Yous most holy monk types...

I'm working on something that uses tainting and Expect. Expect's logfile feature uses IO::File to open the logfile. If you open the Expect log file with a relative path, IO::File uses File::Spec->rel2abs to convert it to an absolute file name.

My quibble is, if I use a relative path, and I've un-tainted that file name, IO::File will taint it when it converts it to an absolute path. The script dies complaining about the tainted value, but the error doesn't say anything about how it's the conversion from relative to absolute that's causing the tainting.

I consider this a bug in IO::File, and I'd like to make a patch.

Here are my actual questions:

Do you agree that this is a bug?

What's the best way to handle this?

Make it not taint the value somehow? I'd have to untaint the new absolute path. That might not actually be bad, if I check to make sure the relative path is not tainted then the absolute path should be OK by definition, right? Hmmm.. maybe not... I could make a dir with a name like "rm -r /", cd to it and then invoke this thing... Yeah, that would be bad...

Make it die with a more informative error? If I can check to see if taint checking is on, then I could see if the value goes from un-tainted to tainted and issue a warning. That's probably the best choice.

What do you all think?

Thanks!

-Pileofrogs


In reply to IO::File tainting quibble by pileofrogs

Title:
Use:  <p> text here (a paragraph) </p>
and:  <code> code here </code>
to format your post, it's "PerlMonks-approved HTML":



  • Posts are HTML formatted. Put <p> </p> tags around your paragraphs. Put <code> </code> tags around your code and data!
  • Titles consisting of a single word are discouraged, and in most cases are disallowed outright.
  • Read Where should I post X? if you're not absolutely sure you're posting in the right place.
  • Please read these before you post! —
  • Posts may use any of the Perl Monks Approved HTML tags:
    a, abbr, b, big, blockquote, br, caption, center, col, colgroup, dd, del, details, div, dl, dt, em, font, h1, h2, h3, h4, h5, h6, hr, i, ins, li, ol, p, pre, readmore, small, span, spoiler, strike, strong, sub, summary, sup, table, tbody, td, tfoot, th, thead, tr, tt, u, ul, wbr
  • You may need to use entities for some characters, as follows. (Exception: Within code tags, you can put the characters literally.)
            For:     Use:
    & &amp;
    < &lt;
    > &gt;
    [ &#91;
    ] &#93;
  • Link using PerlMonks shortcuts! What shortcuts can I use for linking?
  • See Writeup Formatting Tips and other pages linked from there for more info.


What needs to be done -
Beginning at the line that holds "Find the rectangle enclosing *man*.", repeat every line through the last line of the material, exactly, and drop any pictures.

Source data -
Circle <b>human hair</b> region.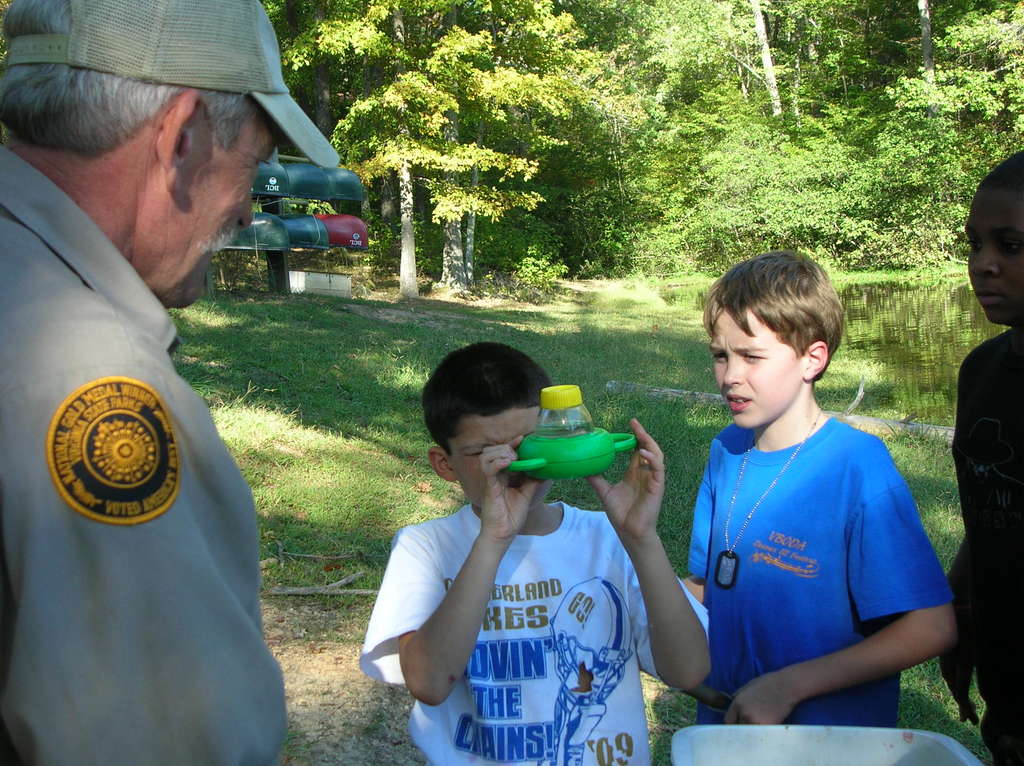
Region: <bbox>421, 344, 552, 457</bbox>.
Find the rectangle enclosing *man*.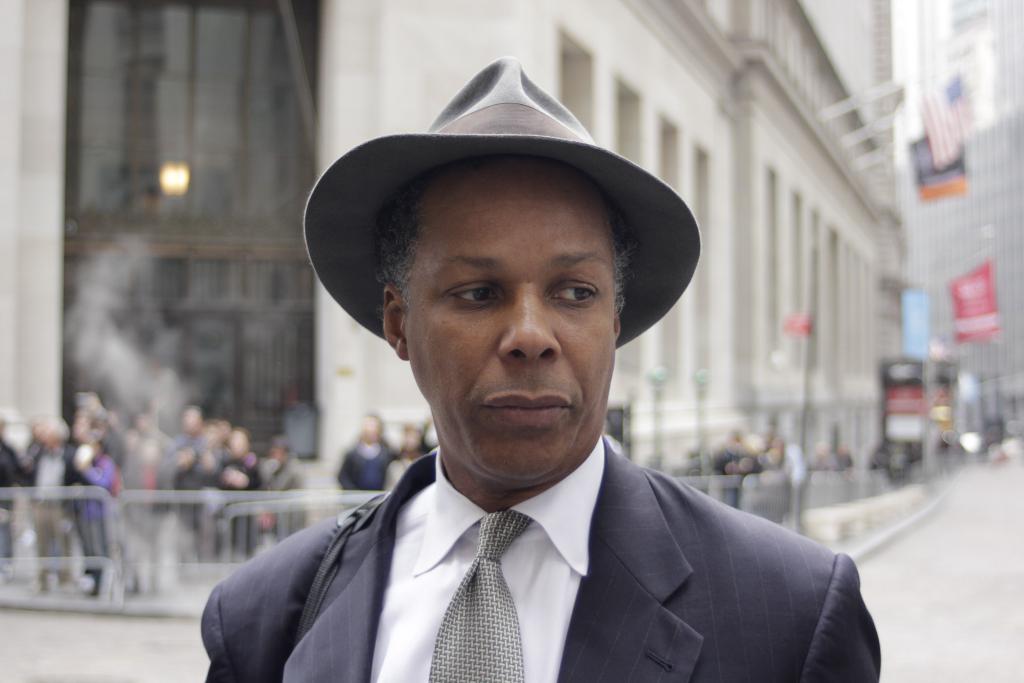
0:415:32:573.
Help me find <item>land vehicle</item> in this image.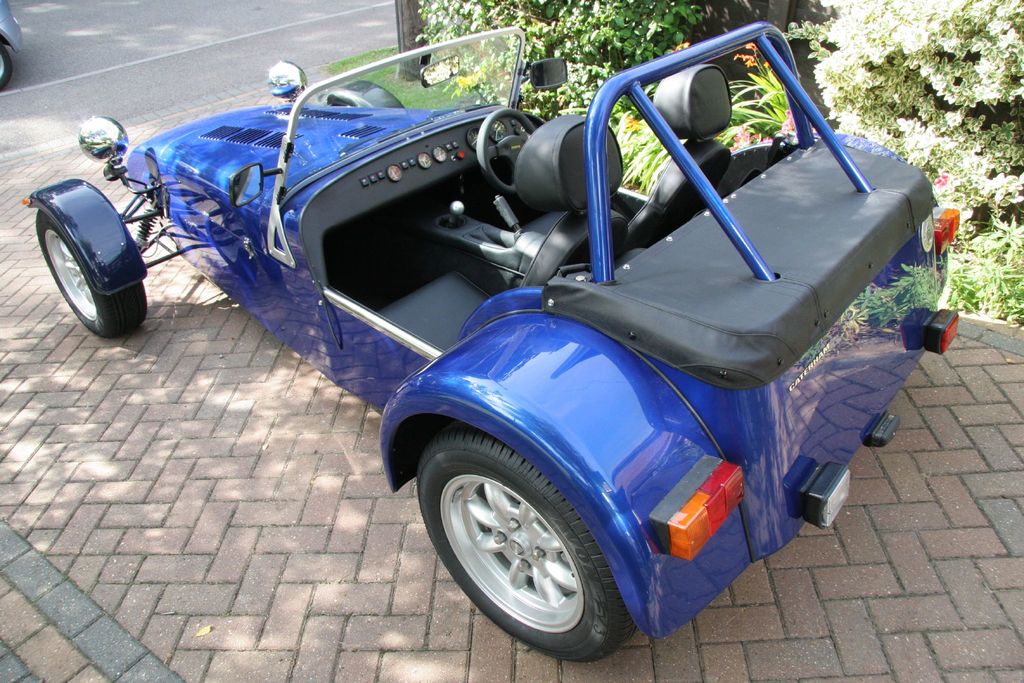
Found it: bbox=(15, 15, 961, 659).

Result for this exercise -
Find the rectangle enclosing *man*.
0:415:32:573.
Help me find <item>land vehicle</item> in this image.
Found it: bbox=(15, 15, 961, 659).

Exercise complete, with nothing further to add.